Lewis couldn’t believe it. Attached to the note was a photo of a pretty, smiling face and the largest pair of breast he’d ever seen, seemingly attempting to free themselves from her way-too-tiny top - not that he was complaining.
“Thank you, Jesus!” he exclaimed, and quickly sent off a response.
Faking It
“He sent a photo!” the young man blurted out from across the room.
“Oh my God, I don’t know if I can look at that,” the young girl said. “I’ve worked in his room. Not sure if I want that visual stuck in my head!”
The photo could have been from anyone, from any site, but the those who knew the eccentric grower spotted tell-tale signs of Lewis’ crash pad right away.
“You’d think he would have wiped the gnats off that table in the background before he shot his dick, right?” a young man said, firing up a fatty and passing it around the circle to more laughter and crass remarks at Lewis’ expense.
“Hey that’s my hoodie on the futon,” one young man added. "Is that his cat in the pizza box?"
The man in charge of the charade was busy composing his response, but before he could, Lewis was already sending more fodder for what was fast becoming a night to remember.

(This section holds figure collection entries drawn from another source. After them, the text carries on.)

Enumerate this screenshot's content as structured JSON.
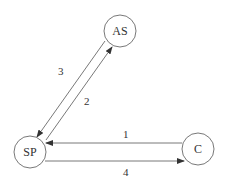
{
  "diagram": {
    "nodes": [
      {
        "id": "AS",
        "label": "AS",
        "cx": 120,
        "cy": 31,
        "r": 16
      },
      {
        "id": "SP",
        "label": "SP",
        "cx": 30,
        "cy": 152,
        "r": 16
      },
      {
        "id": "C",
        "label": "C",
        "cx": 198,
        "cy": 149,
        "r": 16
      }
    ],
    "edges": [
      {
        "id": "1",
        "label": "1",
        "from": "C",
        "to": "SP"
      },
      {
        "id": "2",
        "label": "2",
        "from": "SP",
        "to": "AS"
      },
      {
        "id": "3",
        "label": "3",
        "from": "AS",
        "to": "SP"
      },
      {
        "id": "4",
        "label": "4",
        "from": "SP",
        "to": "C"
      }
    ],
    "colors": {
      "stroke": "#555555",
      "text": "#333333",
      "background": "#ffffff"
    }
  }
}
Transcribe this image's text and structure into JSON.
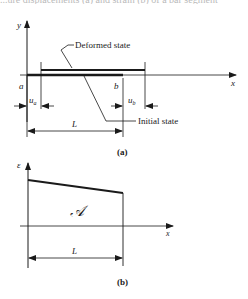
{
  "top_fragment": "...ure displacements (a) and strain (b) of a bar segment",
  "figure_a": {
    "y_axis_label": "y",
    "x_axis_label": "x",
    "deformed_label": "Deformed state",
    "initial_label": "Initial state",
    "point_a_label": "a",
    "point_b_label": "b",
    "ua_label": "u",
    "ua_sub": "a",
    "ub_label": "u",
    "ub_sub": "b",
    "length_label": "L",
    "caption": "(a)"
  },
  "figure_b": {
    "y_axis_label": "ε",
    "x_axis_label": "x",
    "area_label": "𝒜",
    "length_label": "L",
    "caption": "(b)"
  },
  "colors": {
    "ink": "#1a1a1a",
    "background": "#ffffff"
  }
}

“Better bring out that bottle of Tequila, Lewis just sent a video,” he said to the group of trimmers, some with clippers and bud still in hand, now forming a circle around the laptop, peering over his shoulder, watching as Lewis pleasured himself for what he thought was just another “lonely lady.”
“The thing is, we could be anyone. What a fool,” the young woman said, returning to her chair, picking up another branch as the group settled down to the long night of supply and demand ahead of them.